The Weekend Eudemon
Big weekend for big men. NFL's opening season and Notre Dame v. Michigan. I graduated from both schools and I'm Catholic, but I root for Michigan. It's not uncommon. I was a Michigan fan while growing up, and I obtained my bachelor's degree (in history and taxi cab driving) from Michigan. I went to N.D. to get my law degree. Most people keep their loyalties to their undergraduate institution. I'm no different.
Readers of this blog probably don't know that I'm a pretty big sports fan. I try to keep away from that topic, but I've often considered making sports commentary a side feature, kind of like “Brews You Can Use” or “Odd Consumer News.”
It wouldn't be terribly unusual to combine an interest in culture, history, literature, current affairs, and Catholicism with an occasional sports slant. Indeed, if a person wants to comment on American culture and current affairs, he should probably be prepared to write at least a little on sports.
I wouldn't be the first person to combine these interests. Many intellectuals (of which I am not one, but pretend to be) combine an interest in “higher” disciplines with an interest in sports. Willmoore Kendall immediately comes to mind, but one of the best examples is James V. Schall, Professor of Government at Georgetown and author of over a dozen books.
In his modern classic, On the Unseriousness of Human Affairs, he wrote of sports:
In caring more for watching a game of football than playing it, we attest, I think, to a kind of wonder, a kind of fascination about something taking place before us that absorbs our attention, if only for a moment. . . Good games and sporting events are the normal and symbolic experiences most people have that might teach them to understand something of God, to understand how something could be for its own sake. This experience teaches us how it is possible that something we might contemplate is something we might contemplate forever if it were forever fascinating. . . .
[Aristotle thought play] and contemplation were alike in that both were activities indulged in “for their own sakes,” whereas business and work were for something else. Games need not exist, just as the world need not exist, but both do. . . [W]atching a good game can be fascinating. It is its own world and time. It absorbs our attention in something that is not ourselves. Aristotle thought that our relation to God was not unlike that experience. . . .
Cheering and praising have this in common: they are responses to and recognitions of a beauty and glory that is outside us and that we behold.
Schall is right. Sports, if only indirectly and weakly, point toward the higher things. Kind of like this blog (with an emphasis on “indirectly and weakly”).
Therefore, readers of this blog can expect to start seeing sports commentary, but not much. It'll be occasional, and I'll make sure the sports don't overrun the regular commentary. Just as I like sports, I also think they're horribly abused in today's culture, from traveling teams for children to the billion-dollar industry known as the NFL. In turn, sports abuse the culture, from dashed family time to dastardly athletes who set poor examples and further our culture's plunge into the toilet. But sports won't abuse this blog.
Go Michigan! (seven-point favorite)
Malcolm's Messages (What's this?)
Chapter 3: Malcolm Goes Noontide
Malcolm walked many miles and many days. He passed a brothel, a daycare center, a hash house, and a parlor of bodily desecration. He saw ten thousand faces. He gave a young man money to buy a fork, since the man had only a knife. He gave a pretty woman money to buy some clothes and did not understand her proposal to repay him. He saw people give coins to the naiads and it made him happy to know those fine creatures, jailed within concrete, were not forgotten.
He came to a bundle of tall buildings. And in the middle of the buildings was an expanse of gray ground, like the Triangle, with spots of grass and isolated trees and benches and a few tables. There a juggler juggled. And a man playing guitar like the man in the Triangle. People ate there when noontide swelled. And there was no "no loitering" sign. And Malcolm thought it good.
He went there for one hundred years, at noontide, with a lunch, and ate. He exchanged pleasantries with the other eaters. He gained their trust, establishing a familiarity with them bordering on something akin to friendship. He did this until there was enough acquaintance to make humiliation among them painful.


Assignment: Pull each line holding the word "ffffff" from the data.

************

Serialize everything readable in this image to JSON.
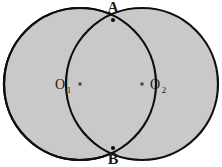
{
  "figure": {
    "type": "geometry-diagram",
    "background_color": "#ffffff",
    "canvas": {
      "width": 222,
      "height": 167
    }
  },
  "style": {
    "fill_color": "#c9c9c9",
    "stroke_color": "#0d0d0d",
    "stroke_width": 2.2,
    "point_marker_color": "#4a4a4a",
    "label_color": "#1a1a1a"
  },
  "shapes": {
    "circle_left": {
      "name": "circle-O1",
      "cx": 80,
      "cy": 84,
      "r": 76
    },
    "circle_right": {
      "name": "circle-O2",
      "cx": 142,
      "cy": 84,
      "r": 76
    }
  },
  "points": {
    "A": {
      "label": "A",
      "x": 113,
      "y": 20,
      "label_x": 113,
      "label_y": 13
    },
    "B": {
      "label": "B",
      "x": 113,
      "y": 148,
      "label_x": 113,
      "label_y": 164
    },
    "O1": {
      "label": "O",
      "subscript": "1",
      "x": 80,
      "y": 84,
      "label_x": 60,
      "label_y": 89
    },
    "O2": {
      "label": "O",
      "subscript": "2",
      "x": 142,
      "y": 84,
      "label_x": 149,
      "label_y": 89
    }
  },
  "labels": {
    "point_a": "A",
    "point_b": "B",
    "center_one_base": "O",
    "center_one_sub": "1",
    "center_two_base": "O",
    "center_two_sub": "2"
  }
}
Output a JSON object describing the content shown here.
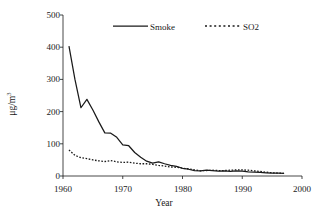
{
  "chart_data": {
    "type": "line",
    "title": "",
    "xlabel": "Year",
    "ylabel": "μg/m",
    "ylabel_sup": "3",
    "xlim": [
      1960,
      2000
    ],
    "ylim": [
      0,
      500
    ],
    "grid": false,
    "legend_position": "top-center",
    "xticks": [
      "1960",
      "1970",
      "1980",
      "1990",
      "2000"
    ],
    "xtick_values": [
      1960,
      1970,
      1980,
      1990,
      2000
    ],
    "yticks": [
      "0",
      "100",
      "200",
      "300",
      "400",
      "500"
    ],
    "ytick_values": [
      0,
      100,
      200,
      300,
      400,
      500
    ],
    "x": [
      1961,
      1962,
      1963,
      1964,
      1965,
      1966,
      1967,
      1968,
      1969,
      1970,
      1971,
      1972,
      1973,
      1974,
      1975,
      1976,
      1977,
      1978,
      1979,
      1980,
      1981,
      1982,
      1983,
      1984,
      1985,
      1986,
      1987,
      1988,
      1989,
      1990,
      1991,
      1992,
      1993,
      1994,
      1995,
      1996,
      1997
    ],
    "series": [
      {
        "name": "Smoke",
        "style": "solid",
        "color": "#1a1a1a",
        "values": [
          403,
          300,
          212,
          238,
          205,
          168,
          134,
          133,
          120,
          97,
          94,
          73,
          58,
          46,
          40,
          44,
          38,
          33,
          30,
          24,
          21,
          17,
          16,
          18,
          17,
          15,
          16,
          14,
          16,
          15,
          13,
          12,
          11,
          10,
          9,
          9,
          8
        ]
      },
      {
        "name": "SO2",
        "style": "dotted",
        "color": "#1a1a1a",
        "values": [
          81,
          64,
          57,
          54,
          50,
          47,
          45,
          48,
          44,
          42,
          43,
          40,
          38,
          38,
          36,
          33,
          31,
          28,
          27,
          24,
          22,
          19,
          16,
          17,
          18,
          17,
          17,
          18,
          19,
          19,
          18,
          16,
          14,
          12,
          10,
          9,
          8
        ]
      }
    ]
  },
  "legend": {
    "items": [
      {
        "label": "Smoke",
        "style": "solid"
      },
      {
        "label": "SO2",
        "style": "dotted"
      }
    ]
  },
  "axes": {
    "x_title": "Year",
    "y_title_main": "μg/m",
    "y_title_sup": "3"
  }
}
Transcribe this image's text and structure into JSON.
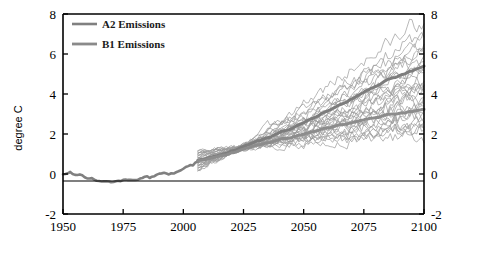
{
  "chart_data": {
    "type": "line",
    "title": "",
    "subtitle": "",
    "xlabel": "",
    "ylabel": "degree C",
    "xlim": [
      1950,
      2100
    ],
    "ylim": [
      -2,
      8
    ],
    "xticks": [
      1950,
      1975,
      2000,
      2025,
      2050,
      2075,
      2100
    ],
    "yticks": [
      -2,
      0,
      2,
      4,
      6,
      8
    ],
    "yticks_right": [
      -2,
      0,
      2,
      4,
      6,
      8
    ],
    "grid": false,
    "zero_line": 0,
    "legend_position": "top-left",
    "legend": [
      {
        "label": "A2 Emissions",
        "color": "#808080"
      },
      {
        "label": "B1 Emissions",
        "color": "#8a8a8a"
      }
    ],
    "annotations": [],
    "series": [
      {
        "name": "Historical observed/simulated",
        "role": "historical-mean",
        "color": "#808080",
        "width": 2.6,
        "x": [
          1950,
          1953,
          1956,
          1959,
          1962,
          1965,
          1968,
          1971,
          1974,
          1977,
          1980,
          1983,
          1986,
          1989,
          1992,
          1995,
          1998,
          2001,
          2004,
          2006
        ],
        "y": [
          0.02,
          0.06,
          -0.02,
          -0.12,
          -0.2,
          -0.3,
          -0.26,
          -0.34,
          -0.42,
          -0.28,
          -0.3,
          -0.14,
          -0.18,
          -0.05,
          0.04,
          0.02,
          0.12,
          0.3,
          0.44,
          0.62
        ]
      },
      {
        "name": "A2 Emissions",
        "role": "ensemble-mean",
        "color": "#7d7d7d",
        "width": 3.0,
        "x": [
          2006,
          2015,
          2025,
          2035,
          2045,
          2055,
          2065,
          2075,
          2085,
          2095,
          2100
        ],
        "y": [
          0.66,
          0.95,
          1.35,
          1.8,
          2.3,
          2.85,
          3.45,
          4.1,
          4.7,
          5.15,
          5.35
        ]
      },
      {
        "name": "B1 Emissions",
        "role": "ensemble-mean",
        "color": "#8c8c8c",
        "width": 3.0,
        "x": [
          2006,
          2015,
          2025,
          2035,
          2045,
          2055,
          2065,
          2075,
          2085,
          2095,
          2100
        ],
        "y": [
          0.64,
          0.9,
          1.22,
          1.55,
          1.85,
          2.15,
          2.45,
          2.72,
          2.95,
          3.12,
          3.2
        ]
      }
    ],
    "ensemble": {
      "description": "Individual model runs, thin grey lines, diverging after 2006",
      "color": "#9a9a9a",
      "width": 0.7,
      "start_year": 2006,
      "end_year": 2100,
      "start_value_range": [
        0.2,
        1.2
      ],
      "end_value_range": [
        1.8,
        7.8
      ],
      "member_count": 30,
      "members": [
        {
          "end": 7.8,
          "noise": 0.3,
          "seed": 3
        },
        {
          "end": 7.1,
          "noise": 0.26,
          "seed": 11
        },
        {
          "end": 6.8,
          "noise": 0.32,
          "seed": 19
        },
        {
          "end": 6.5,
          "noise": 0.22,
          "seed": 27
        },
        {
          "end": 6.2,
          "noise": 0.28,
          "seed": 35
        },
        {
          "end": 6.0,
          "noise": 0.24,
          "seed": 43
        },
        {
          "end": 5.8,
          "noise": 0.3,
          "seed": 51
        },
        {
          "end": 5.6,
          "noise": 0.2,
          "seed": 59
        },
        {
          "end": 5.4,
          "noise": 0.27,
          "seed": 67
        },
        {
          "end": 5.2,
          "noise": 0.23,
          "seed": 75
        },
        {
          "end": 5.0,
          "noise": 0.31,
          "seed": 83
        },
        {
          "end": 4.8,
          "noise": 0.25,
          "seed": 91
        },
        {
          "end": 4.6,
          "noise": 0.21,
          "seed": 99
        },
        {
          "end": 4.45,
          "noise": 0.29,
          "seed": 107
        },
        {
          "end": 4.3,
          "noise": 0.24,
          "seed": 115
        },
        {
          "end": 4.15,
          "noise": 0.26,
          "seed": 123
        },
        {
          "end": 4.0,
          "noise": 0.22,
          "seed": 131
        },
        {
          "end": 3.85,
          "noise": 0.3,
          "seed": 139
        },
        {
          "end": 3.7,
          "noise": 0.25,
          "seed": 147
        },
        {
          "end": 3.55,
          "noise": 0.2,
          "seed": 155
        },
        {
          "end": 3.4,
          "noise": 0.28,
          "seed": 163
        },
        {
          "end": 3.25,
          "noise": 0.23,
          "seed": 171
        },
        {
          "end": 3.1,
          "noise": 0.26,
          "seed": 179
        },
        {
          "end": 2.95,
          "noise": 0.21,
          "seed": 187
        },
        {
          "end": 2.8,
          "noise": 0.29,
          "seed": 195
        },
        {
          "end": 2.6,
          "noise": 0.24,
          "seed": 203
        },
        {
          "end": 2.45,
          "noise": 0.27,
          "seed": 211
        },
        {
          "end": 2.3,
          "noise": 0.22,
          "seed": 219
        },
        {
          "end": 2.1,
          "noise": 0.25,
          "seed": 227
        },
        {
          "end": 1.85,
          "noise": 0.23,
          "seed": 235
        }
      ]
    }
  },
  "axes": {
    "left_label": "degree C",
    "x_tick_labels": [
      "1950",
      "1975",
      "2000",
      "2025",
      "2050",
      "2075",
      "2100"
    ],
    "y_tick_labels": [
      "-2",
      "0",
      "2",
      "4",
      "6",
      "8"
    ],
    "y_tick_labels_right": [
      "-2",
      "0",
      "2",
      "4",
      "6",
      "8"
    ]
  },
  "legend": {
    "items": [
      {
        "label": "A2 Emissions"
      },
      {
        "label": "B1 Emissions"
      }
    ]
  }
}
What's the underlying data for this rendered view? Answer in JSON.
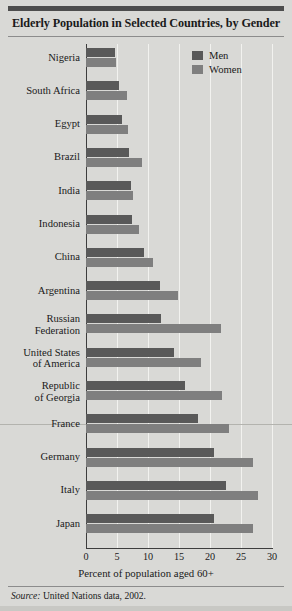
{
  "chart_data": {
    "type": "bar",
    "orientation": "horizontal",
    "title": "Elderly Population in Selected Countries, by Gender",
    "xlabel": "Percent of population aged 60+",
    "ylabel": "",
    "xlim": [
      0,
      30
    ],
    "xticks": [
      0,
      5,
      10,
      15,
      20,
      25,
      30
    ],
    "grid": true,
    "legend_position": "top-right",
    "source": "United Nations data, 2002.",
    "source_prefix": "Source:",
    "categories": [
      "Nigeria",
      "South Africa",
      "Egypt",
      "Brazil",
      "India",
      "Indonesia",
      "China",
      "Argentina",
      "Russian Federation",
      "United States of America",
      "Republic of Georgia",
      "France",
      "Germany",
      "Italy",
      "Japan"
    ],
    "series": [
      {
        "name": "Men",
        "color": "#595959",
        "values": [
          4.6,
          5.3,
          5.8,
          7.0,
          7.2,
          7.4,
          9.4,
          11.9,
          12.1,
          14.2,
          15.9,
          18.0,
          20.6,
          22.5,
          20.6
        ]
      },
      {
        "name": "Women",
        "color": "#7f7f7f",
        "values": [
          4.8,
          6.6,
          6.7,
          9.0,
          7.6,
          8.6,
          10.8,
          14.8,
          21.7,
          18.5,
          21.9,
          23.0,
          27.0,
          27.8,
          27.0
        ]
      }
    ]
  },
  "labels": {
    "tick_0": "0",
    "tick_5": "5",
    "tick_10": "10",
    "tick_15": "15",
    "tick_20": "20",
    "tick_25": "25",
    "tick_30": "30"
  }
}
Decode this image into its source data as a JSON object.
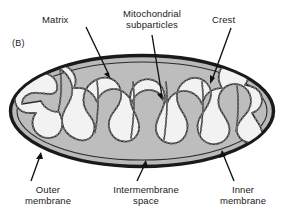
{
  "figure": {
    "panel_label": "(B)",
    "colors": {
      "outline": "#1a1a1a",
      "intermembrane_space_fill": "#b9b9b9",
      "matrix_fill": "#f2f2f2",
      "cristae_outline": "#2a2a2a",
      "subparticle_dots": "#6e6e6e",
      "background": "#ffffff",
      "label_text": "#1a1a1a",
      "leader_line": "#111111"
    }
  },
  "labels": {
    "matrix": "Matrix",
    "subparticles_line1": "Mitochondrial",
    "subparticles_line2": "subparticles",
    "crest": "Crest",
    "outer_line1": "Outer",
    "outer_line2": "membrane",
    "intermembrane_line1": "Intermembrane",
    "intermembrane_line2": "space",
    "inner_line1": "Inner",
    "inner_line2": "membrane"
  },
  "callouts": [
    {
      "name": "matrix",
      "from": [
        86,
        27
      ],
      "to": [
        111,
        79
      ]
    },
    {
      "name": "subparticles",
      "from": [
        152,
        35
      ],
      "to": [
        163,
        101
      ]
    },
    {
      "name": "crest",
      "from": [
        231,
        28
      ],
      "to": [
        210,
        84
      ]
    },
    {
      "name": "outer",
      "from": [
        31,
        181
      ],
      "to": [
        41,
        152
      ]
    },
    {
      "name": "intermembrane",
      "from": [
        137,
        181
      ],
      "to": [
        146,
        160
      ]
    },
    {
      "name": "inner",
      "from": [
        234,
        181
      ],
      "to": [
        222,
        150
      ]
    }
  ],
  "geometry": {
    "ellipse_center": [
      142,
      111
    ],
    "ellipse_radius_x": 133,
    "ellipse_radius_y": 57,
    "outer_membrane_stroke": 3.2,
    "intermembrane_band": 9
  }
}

************

Written solution:
    "background_color": "#ffffff",
      "background": "#ffffff",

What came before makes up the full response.